Although this fruit of a gorgeous ivory flower is Asian in origin, the ninth-largest producer today is Israel, where persimmon trees grow in the Sharon Plain just north of Tel Aviv. Marketed as the “Sharon fruit,” this Israeli-bred cultivar has no core, is seedless, is particularly sweet, and can be eaten whole just like an apple. I find persimmons in Washington, D.C., at my favorite Asian supermarket, where people take them home by the case during the winter holiday season.

This quinoa dish is a fitting recipe for Tu B’Shevat, the New Year of the Trees—in 2017, it starts the evening of Feb. 10—but is equally satisfying at any time throughout the year. This delicious salad is a global fusion of ingredients, combining the Andean grain with the Asian persimmon, once called “God’s pear” or “divine fruit.” Feel free to use your imagination and creativity to make this salad your own if you can’t find some of the ingredients.

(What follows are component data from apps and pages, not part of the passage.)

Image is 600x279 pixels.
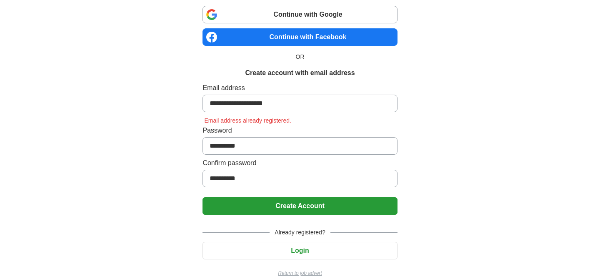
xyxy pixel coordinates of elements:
[203,269,397,277] a: Return to job advert
[203,6,397,23] a: Continue with Google
[203,247,397,254] a: Login
[270,228,330,237] span: Already registered?
[203,28,397,46] a: Continue with Facebook
[203,83,397,93] label: Email address
[203,117,293,124] span: Email address already registered.
[203,158,397,168] label: Confirm password
[291,53,310,61] span: OR
[203,125,397,135] label: Password
[203,242,397,259] button: Login
[245,68,355,78] h1: Create account with email address
[203,197,397,215] button: Create Account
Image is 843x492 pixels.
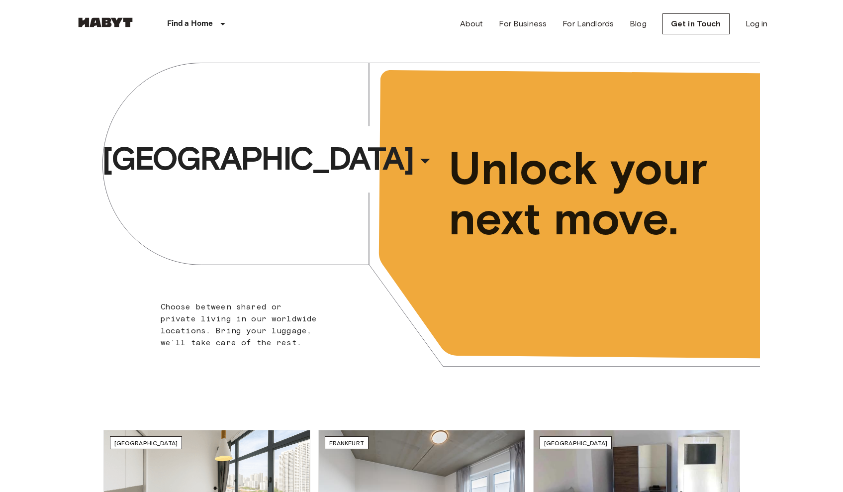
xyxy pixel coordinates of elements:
[562,18,613,30] a: For Landlords
[167,18,213,30] p: Find a Home
[460,18,483,30] a: About
[544,439,607,446] span: [GEOGRAPHIC_DATA]
[662,13,729,34] a: Get in Touch
[499,18,546,30] a: For Business
[114,439,178,446] span: [GEOGRAPHIC_DATA]
[629,18,646,30] a: Blog
[448,143,719,244] span: Unlock your next move.
[329,439,364,446] span: Frankfurt
[102,139,413,178] span: [GEOGRAPHIC_DATA]
[76,17,135,27] img: Habyt
[161,302,317,347] span: Choose between shared or private living in our worldwide locations. Bring your luggage, we'll tak...
[98,136,441,181] button: [GEOGRAPHIC_DATA]
[745,18,767,30] a: Log in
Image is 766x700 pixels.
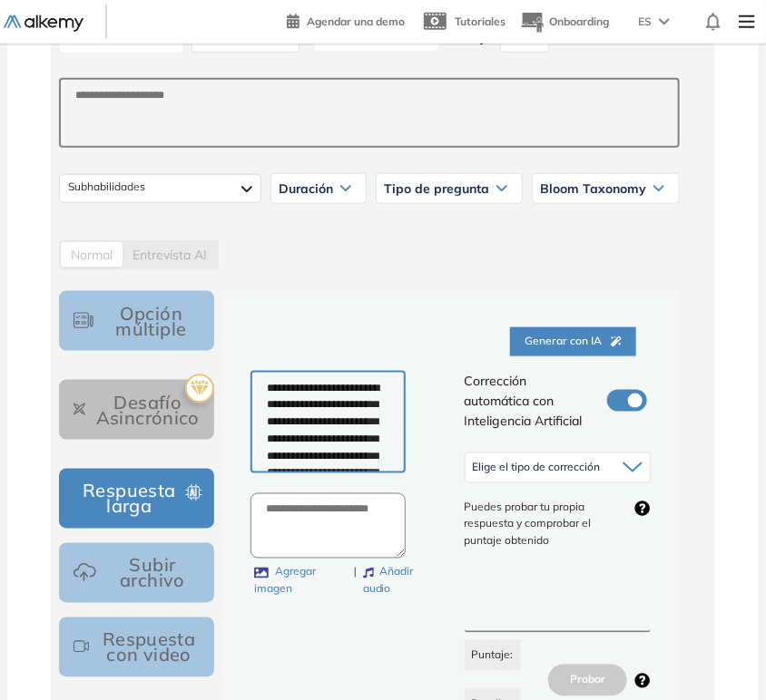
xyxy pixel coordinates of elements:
button: Subir archivo [59,543,214,603]
img: arrow [659,19,670,25]
span: ES [638,14,651,30]
img: Menu [732,4,762,40]
span: Normal [71,247,113,263]
span: Bloom Taxonomy [539,181,646,196]
span: Tutoriales [454,15,505,28]
span: Onboarding [549,15,609,28]
button: Probar [548,665,627,697]
a: Agendar una demo [286,9,405,30]
label: Añadir audio [363,564,437,599]
label: Agregar imagen [254,564,347,599]
button: Onboarding [520,3,609,42]
button: Generar con IA [510,327,637,357]
span: AI [132,247,207,263]
button: Respuesta con video [59,618,214,677]
span: Duración [279,181,333,196]
span: Tipo de pregunta [383,181,489,196]
span: Generar con IA [525,333,622,350]
button: Respuesta larga [59,469,214,528]
button: Opción múltiple [59,291,214,351]
span: Puntaje: [465,640,521,673]
span: Corrección automática con Inteligencia Artificial [465,371,595,430]
img: Logo [4,16,83,31]
span: Agendar una demo [307,15,405,28]
span: Puedes probar tu propia respuesta y comprobar el puntaje obtenido [465,500,651,551]
span: Elige el tipo de corrección [473,461,600,475]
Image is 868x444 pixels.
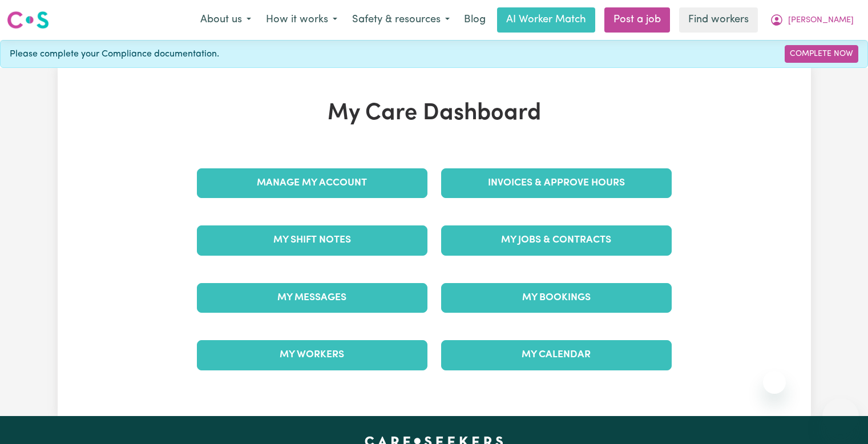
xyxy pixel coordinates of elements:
a: My Calendar [441,340,672,370]
a: My Jobs & Contracts [441,225,672,255]
iframe: Close message [763,371,786,394]
button: Safety & resources [345,8,457,32]
h1: My Care Dashboard [190,100,678,127]
button: How it works [259,8,345,32]
a: AI Worker Match [497,7,595,33]
a: My Shift Notes [197,225,427,255]
a: Blog [457,7,492,33]
a: My Workers [197,340,427,370]
button: About us [193,8,259,32]
a: My Messages [197,283,427,313]
a: Manage My Account [197,168,427,198]
button: My Account [762,8,861,32]
a: Careseekers logo [7,7,49,33]
a: Invoices & Approve Hours [441,168,672,198]
span: Please complete your Compliance documentation. [10,47,219,61]
a: My Bookings [441,283,672,313]
iframe: Button to launch messaging window [822,398,859,435]
a: Find workers [679,7,758,33]
img: Careseekers logo [7,10,49,30]
span: [PERSON_NAME] [788,14,853,27]
a: Post a job [604,7,670,33]
a: Complete Now [784,45,858,63]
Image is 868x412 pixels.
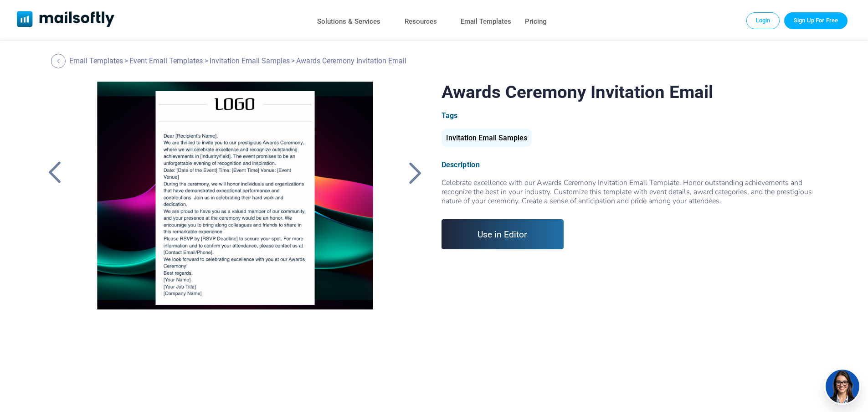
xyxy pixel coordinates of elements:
[442,219,564,249] a: Use in Editor
[44,161,66,184] a: Back
[784,12,848,28] a: Trial
[442,129,531,147] div: Invitation Email Samples
[442,82,824,102] h1: Awards Ceremony Invitation Email
[69,56,123,65] a: Email Templates
[525,15,547,28] a: Pricing
[442,160,824,169] div: Description
[209,56,290,65] a: Invitation Email Samples
[746,12,780,28] a: Login
[405,15,437,28] a: Resources
[460,15,511,28] a: Email Templates
[442,178,824,206] div: Celebrate excellence with our Awards Ceremony Invitation Email Template. Honor outstanding achiev...
[82,82,388,310] a: Awards Ceremony Invitation Email
[129,56,203,65] a: Event Email Templates
[317,15,380,28] a: Solutions & Services
[404,161,427,184] a: Back
[442,111,824,120] div: Tags
[51,53,68,69] a: Back
[17,11,115,28] a: Mailsoftly
[442,137,531,141] a: Invitation Email Samples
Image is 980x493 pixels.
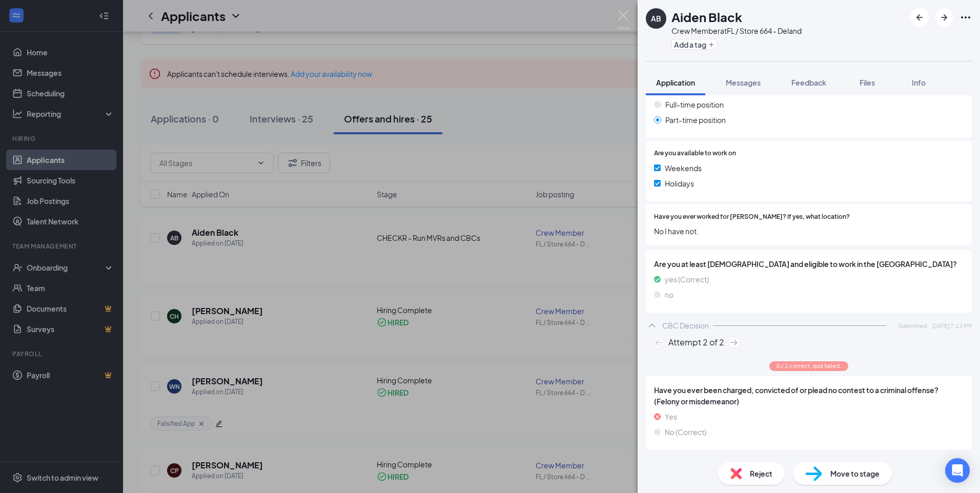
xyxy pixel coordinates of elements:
span: Reject [750,468,772,479]
svg: ArrowRight [938,11,950,23]
span: No I have not. [654,226,963,237]
span: yes (Correct) [665,274,709,285]
button: ArrowLeftNew [910,8,929,27]
svg: ArrowLeftNew [914,11,926,23]
span: Have you ever worked for [PERSON_NAME]? If yes, what location? [654,212,849,222]
span: Feedback [792,78,826,87]
span: [DATE] 7:13 PM [932,322,972,330]
span: no [665,289,673,300]
span: Info [912,78,926,87]
span: Are you available to work on [654,148,736,158]
span: 0 / 1 correct, quiz failed. [777,362,841,370]
span: Application [656,78,695,87]
h1: Aiden Black [671,8,742,25]
span: Move to stage [831,468,879,479]
div: Crew Member at FL / Store 664 - Deland [671,25,802,35]
div: CBC Decision [662,321,709,331]
span: Part-time position [666,115,725,126]
span: Messages [725,78,761,87]
div: AB [651,13,661,23]
span: Attempt 2 of 2 [669,336,725,349]
div: Open Intercom Messenger [945,458,970,483]
svg: ChevronUp [646,319,658,332]
span: Submitted: [899,322,929,330]
span: Full-time position [666,99,724,110]
span: Yes [665,411,677,422]
svg: Plus [709,42,714,48]
span: Weekends [665,162,702,173]
button: PlusAdd a tag [671,39,717,49]
span: No (Correct) [665,426,707,437]
svg: Ellipses [959,11,972,23]
span: Files [860,78,875,87]
span: Are you at least [DEMOGRAPHIC_DATA] and eligible to work in the [GEOGRAPHIC_DATA]? [654,258,963,269]
span: Have you ever been charged, convicted of or plead no contest to a criminal offense? (Felony or mi... [654,384,963,406]
span: Holidays [665,178,694,189]
button: ArrowRight [935,8,953,27]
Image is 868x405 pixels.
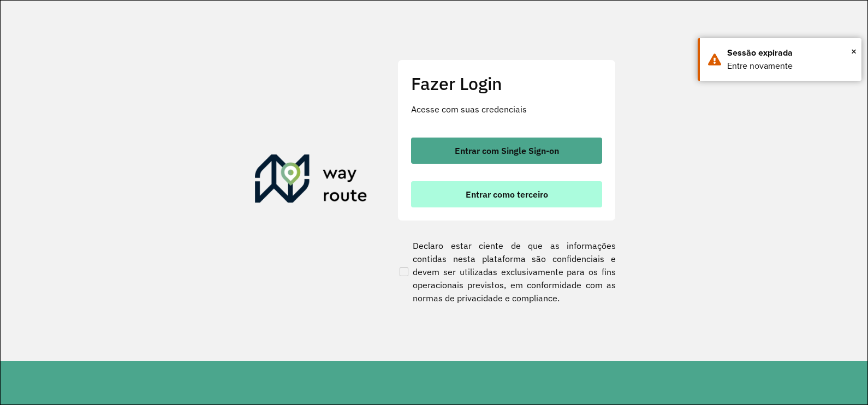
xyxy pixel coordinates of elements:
[397,239,615,305] label: Declaro estar ciente de que as informações contidas nesta plataforma são confidenciais e devem se...
[255,155,368,207] img: Roteirizador AmbevTech
[411,103,602,116] p: Acesse com suas credenciais
[411,73,602,94] h2: Fazer Login
[455,146,559,155] span: Entrar com Single Sign-on
[727,47,853,60] div: Sessão expirada
[851,43,856,60] button: Close
[465,190,548,199] span: Entrar como terceiro
[727,60,853,72] div: Entre novamente
[411,138,602,164] button: button
[411,181,602,208] button: button
[851,43,856,60] span: ×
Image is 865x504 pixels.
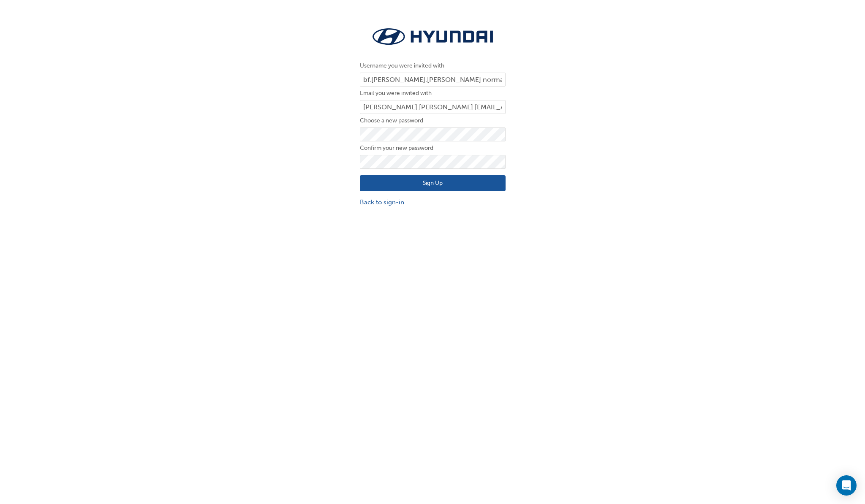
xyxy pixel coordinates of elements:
[360,116,506,126] label: Choose a new password
[360,61,506,71] label: Username you were invited with
[360,72,506,87] input: Username
[360,198,506,208] a: Back to sign-in
[360,88,506,99] label: Email you were invited with
[360,175,506,191] button: Sign Up
[360,143,506,153] label: Confirm your new password
[360,25,506,48] img: Trak
[836,476,857,496] div: Open Intercom Messenger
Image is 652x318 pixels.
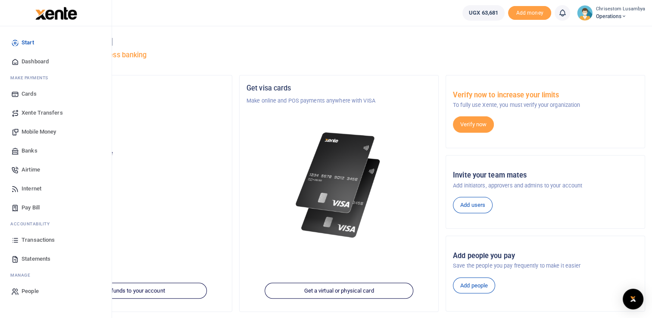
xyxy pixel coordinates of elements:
[7,198,105,217] a: Pay Bill
[7,84,105,103] a: Cards
[7,141,105,160] a: Banks
[265,283,414,299] a: Get a virtual or physical card
[246,84,431,93] h5: Get visa cards
[40,149,225,158] p: Your current account balance
[453,181,638,190] p: Add initiators, approvers and admins to your account
[453,91,638,100] h5: Verify now to increase your limits
[577,5,645,21] a: profile-user Chrisestom Lusambya Operations
[17,221,50,227] span: countability
[34,9,77,16] a: logo-small logo-large logo-large
[33,51,645,59] h5: Welcome to better business banking
[453,277,495,294] a: Add people
[7,230,105,249] a: Transactions
[33,37,645,47] h4: Hello [PERSON_NAME]
[22,184,41,193] span: Internet
[7,71,105,84] li: M
[7,160,105,179] a: Airtime
[40,130,225,139] p: Operations
[35,7,77,20] img: logo-large
[7,282,105,301] a: People
[22,203,40,212] span: Pay Bill
[623,289,643,309] div: Open Intercom Messenger
[459,5,508,21] li: Wallet ballance
[246,97,431,105] p: Make online and POS payments anywhere with VISA
[453,101,638,109] p: To fully use Xente, you must verify your organization
[596,12,645,20] span: Operations
[22,128,56,136] span: Mobile Money
[7,249,105,268] a: Statements
[453,262,638,270] p: Save the people you pay frequently to make it easier
[469,9,498,17] span: UGX 63,681
[7,179,105,198] a: Internet
[22,90,37,98] span: Cards
[453,252,638,260] h5: Add people you pay
[22,57,49,66] span: Dashboard
[22,165,40,174] span: Airtime
[293,126,385,245] img: xente-_physical_cards.png
[15,75,48,81] span: ake Payments
[15,272,31,278] span: anage
[7,122,105,141] a: Mobile Money
[40,84,225,93] h5: Organization
[22,236,55,244] span: Transactions
[577,5,592,21] img: profile-user
[508,6,551,20] li: Toup your wallet
[7,33,105,52] a: Start
[40,117,225,126] h5: Account
[453,171,638,180] h5: Invite your team mates
[508,9,551,16] a: Add money
[22,146,37,155] span: Banks
[453,116,494,133] a: Verify now
[40,160,225,168] h5: UGX 63,681
[7,52,105,71] a: Dashboard
[40,97,225,105] p: INNOVATION VILLAGE
[22,255,50,263] span: Statements
[7,268,105,282] li: M
[22,38,34,47] span: Start
[453,197,492,213] a: Add users
[596,6,645,13] small: Chrisestom Lusambya
[7,103,105,122] a: Xente Transfers
[508,6,551,20] span: Add money
[22,109,63,117] span: Xente Transfers
[7,217,105,230] li: Ac
[462,5,504,21] a: UGX 63,681
[58,283,207,299] a: Add funds to your account
[22,287,39,296] span: People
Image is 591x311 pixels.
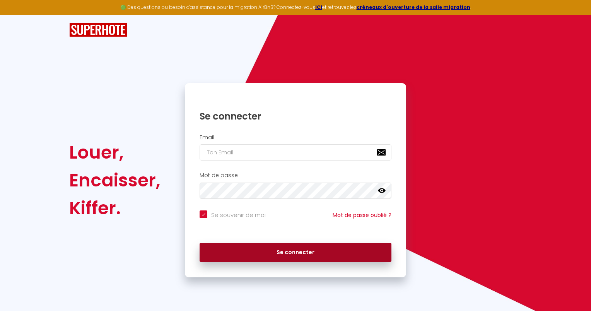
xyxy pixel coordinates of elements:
[69,166,161,194] div: Encaisser,
[333,211,391,219] a: Mot de passe oublié ?
[200,243,391,262] button: Se connecter
[69,23,127,37] img: SuperHote logo
[357,4,470,10] a: créneaux d'ouverture de la salle migration
[315,4,322,10] a: ICI
[200,134,391,141] h2: Email
[69,138,161,166] div: Louer,
[69,194,161,222] div: Kiffer.
[200,110,391,122] h1: Se connecter
[200,172,391,179] h2: Mot de passe
[200,144,391,161] input: Ton Email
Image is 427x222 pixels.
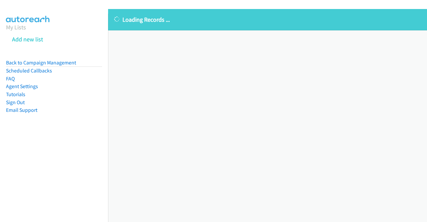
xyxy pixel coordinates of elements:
a: Email Support [6,107,37,113]
a: Back to Campaign Management [6,59,76,66]
a: Scheduled Callbacks [6,67,52,74]
a: FAQ [6,75,15,82]
p: Loading Records ... [114,15,421,24]
a: Agent Settings [6,83,38,89]
a: Add new list [12,35,43,43]
a: Tutorials [6,91,25,97]
a: My Lists [6,23,26,31]
a: Sign Out [6,99,25,105]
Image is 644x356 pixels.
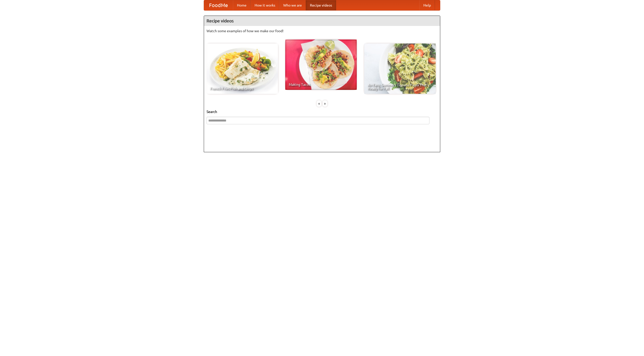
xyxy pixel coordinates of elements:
[207,28,438,34] p: Watch some examples of how we make our food!
[323,100,328,107] div: »
[207,109,438,114] h5: Search
[210,87,274,91] span: French Fries Fish and Chips
[317,100,322,107] div: «
[364,43,436,94] a: An Easy, Summery Tomato Pasta That's Ready for Fall
[420,0,435,10] a: Help
[204,16,440,26] h4: Recipe videos
[285,40,357,90] a: Making Tacos
[204,0,233,10] a: FoodMe
[207,43,278,94] a: French Fries Fish and Chips
[280,0,306,10] a: Who we are
[306,0,336,10] a: Recipe videos
[289,83,353,86] span: Making Tacos
[251,0,280,10] a: How it works
[233,0,251,10] a: Home
[368,83,432,91] span: An Easy, Summery Tomato Pasta That's Ready for Fall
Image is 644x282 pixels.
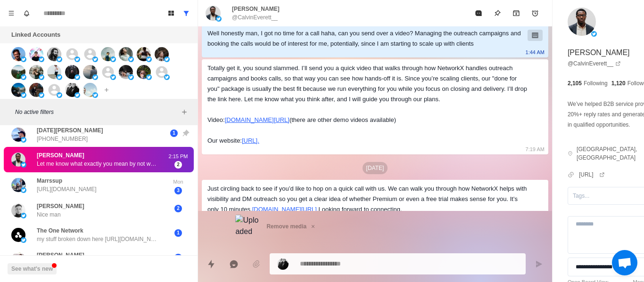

Joan Nathan is Tablet Magazine’s food columnist and the author of 10 cookbooks including King Solomon’s Table: a Culinary Exploration of Jewish Cooking from Around the World.

The Recipe


Quinoa Salad

Quinoa Salad

Joan Nathan is Tablet Magazine’s food columnist and the author of 10 cookbooks including King Solomon’s Table: a Culinary Exploration of Jewish Cooking from Around the World.